On a happier note, Nonyana, the seabright of the harem is sitting. I was curious what a coupling of her and Pula would produce. At first I was all terror. I could not find her you see. She is the smallest hen and as much as they have taught me every nook and cranny of my back garden, Nonyana is always a challenge. Her creamy colouring and true bantam size at a time when my garden begins to turn to jungle always leaves me a little apprehensive when she disappears and it’s all too clear that she must be sitting. When I did find her I had a big think about eggs and babies. I left one on her nest. Hope. Hope that the egg is a she.

heat

April 12, 2010

As autumn makes its presence felt the body also starts to turn within. As a yoga teacher this is a time when the student population starts to wane. This month of April with all the holidays is particularly bad because the breaks add to the rate of loss. After settling into warm and comforting rhythms at home students don’t usually return until the stirring of nature outside- the longer days, the fresh green shoots and the chirping of returned bird-life. The nature of yoga is to bring balance to the inner and outer worlds and in this spirit the yogi aims to maintain a strong inner fire as the outer one recedes to northern climes.

Heat. Sanskrit is one of those dense languages with words that are crystallised concepts viewed from an infinity of facets. The word that translates to heat in simple terms is tapas. It can also figuratively describe the austerity, discipline, inner fire, determination and commitment that is required to persevere on the path of Yoga.

tapas- the inner flame

When applied to an asana class tapas is simply the physical heat generated from your practice. In some schools this heat is applied externally to heat up the room, or is encouraged by breathing practices that heat up the body. In the Iyengar system the heat must be generated from within as the fruit of your practice. In cool times it is easiest to appreciate this heat.
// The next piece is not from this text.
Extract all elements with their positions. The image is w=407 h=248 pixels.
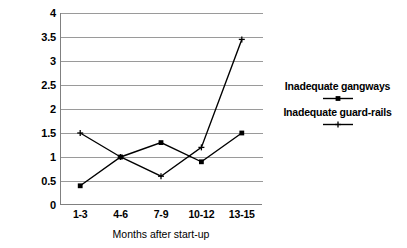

My morning practice requires that heat to begin to loosen my muscles, to  permeate those muscles with awareness. It’s as if I unlock my muscles and by so doing release my mind to wander in the field of my body. I was having such lofty thoughts during my own practice and when I taught class last week I noticed something… My winter classes are more aerobic and I was intrigued to see that same heating happen to the class. It felt like more than people warming up. To a practitioner of a group activity like Tai Chi it might make more sense when I say that it was as if there was a release or expression of a group energy.

On those very cold winters days a morning practice seems to permeate my body with that heat. Like a slow burning coal I carry that warmth throughout the day. I realise that this heat translates to that bubbling happiness at the end of a good practice. Those feelings describe a  further definition of tapas: self-purification. How else could you describe the lightness and clarity? In warmer weather I have never made the association of heat with the expression of my body and the calmness of my mind. Isn’t it interesting how the practice of Yoga seems to have the capacity for endless revelation?